Over the weekend I found myself discussing the best place to have a baby in the Bay Area. Several hospitals were compared, one was high-tech, the other respectful of women who want to bring in a mid-wife or birth coach. And then I picked up the Sunday New York Times. There I read Nicholas D. Kristof's harrowing tale of a young woman in Cameroon who needlessly dies in childbirth. He even goes so far as to donate his own blood. He writes:

Prudence, 24, was from a small village and already had three small children. As she was in labor to deliver her fourth, an untrained midwife didn’t realize she had a cervical blockage and sat on Prudence’s stomach to force the baby out — but instead her uterus ruptured and the fetus died.

Prudence’s family carried her to the hospital on a motorcycle, but once she was there the doctor, Pascal Pipi, demanded $100 for a Caesarian to remove the fetus. The fetus was decomposing inside her, and an infection was raging in her abdomen — but her family had total savings of only $20, so she lay down in the maternity ward and began to die.

I arrived the next day, interviewed Dr. Pipi about maternal mortality — and found Prudence fading away in the next room. Dr. Pipi said she needed a blood transfusion before the operation could begin, so a Times colleague, Naka Nathaniel, and I donated blood (yes, the needles were sterile) and cash.

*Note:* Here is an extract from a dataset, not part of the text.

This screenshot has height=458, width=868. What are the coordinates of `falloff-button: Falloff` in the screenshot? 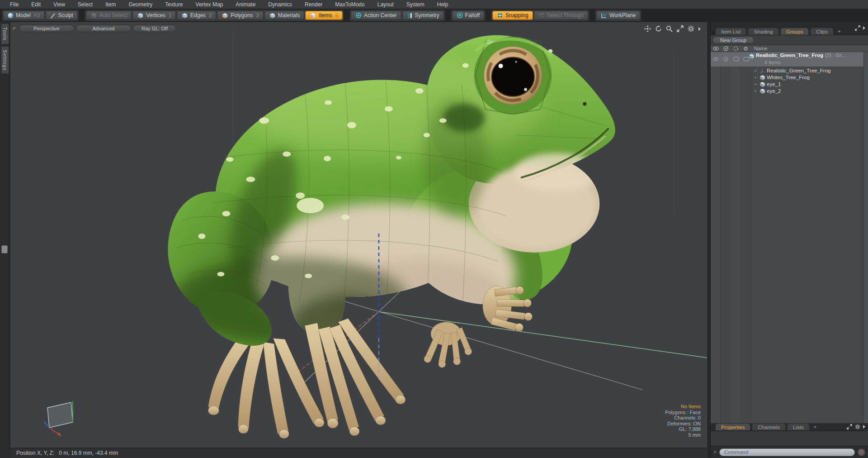 It's located at (468, 15).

The transfusion helped Prudence, and she grew strong enough to reach out her hand and respond to people around her. Dr. Pipi said the operation would begin promptly, and Prudence’s family was ecstatic. But as we waited in the hospital lobby, Dr. Pipi sneaked out the back door of the hospital and went home for the night.

It wasn’t just the doctor who failed Prudence, but the entire system. He did operate the next morning, but by then the infection had spread further — and the hospital had no powerful antibiotics. Prudence’s breathing grew strained, as her stomach ballooned with the infection and the bag of urine from her catheter overflowed. The nurses couldn’t be bothered with a poor villager like her.

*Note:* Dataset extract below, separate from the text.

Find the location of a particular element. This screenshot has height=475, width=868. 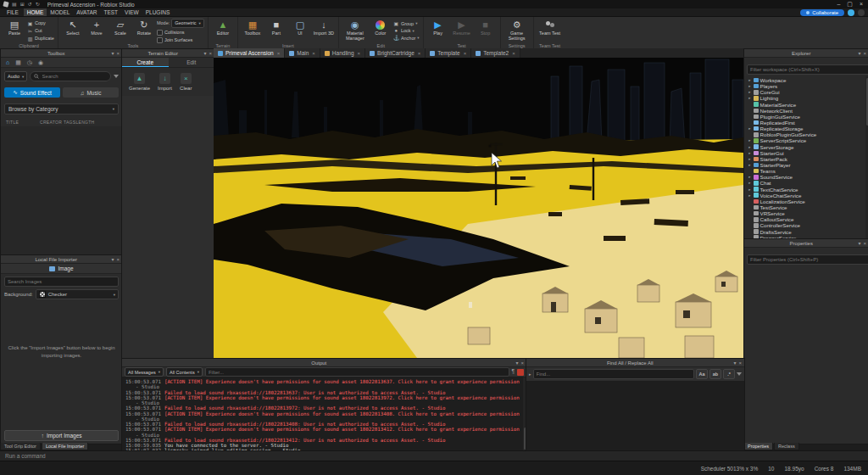

document-tab: Handling × is located at coordinates (342, 53).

That night she began vomiting and spitting blood. She slipped into a coma, and a towel beside her head grew soggy with blood and vomit. On Tuesday afternoon, she finally passed away.

Intellectually, I knew that women in Africa had a 1-in-20 lifetime risk of dying in childbirth. But it was wrenching to see this young mother of three fade and die so needlessly.


As Gloria Steinem pointed out in discussing the need for the Women's Media Center, it goes un-noticed that 6 million women around the world die every year just for being women. "It's a holocaust of women every year," she said.

My mom called me crazy in tears after watching Christiane Amanpour's report on AIDS orphans in Kenya.

My question is, how many women and children must die on camera or in a column before this country cares? Kristof points out that we spend more on pet food in this country than it would take to provide maternal health care around the world. Please. Women's health must rank somewhere near our favorite pets. Even if they are women we never see or hear about.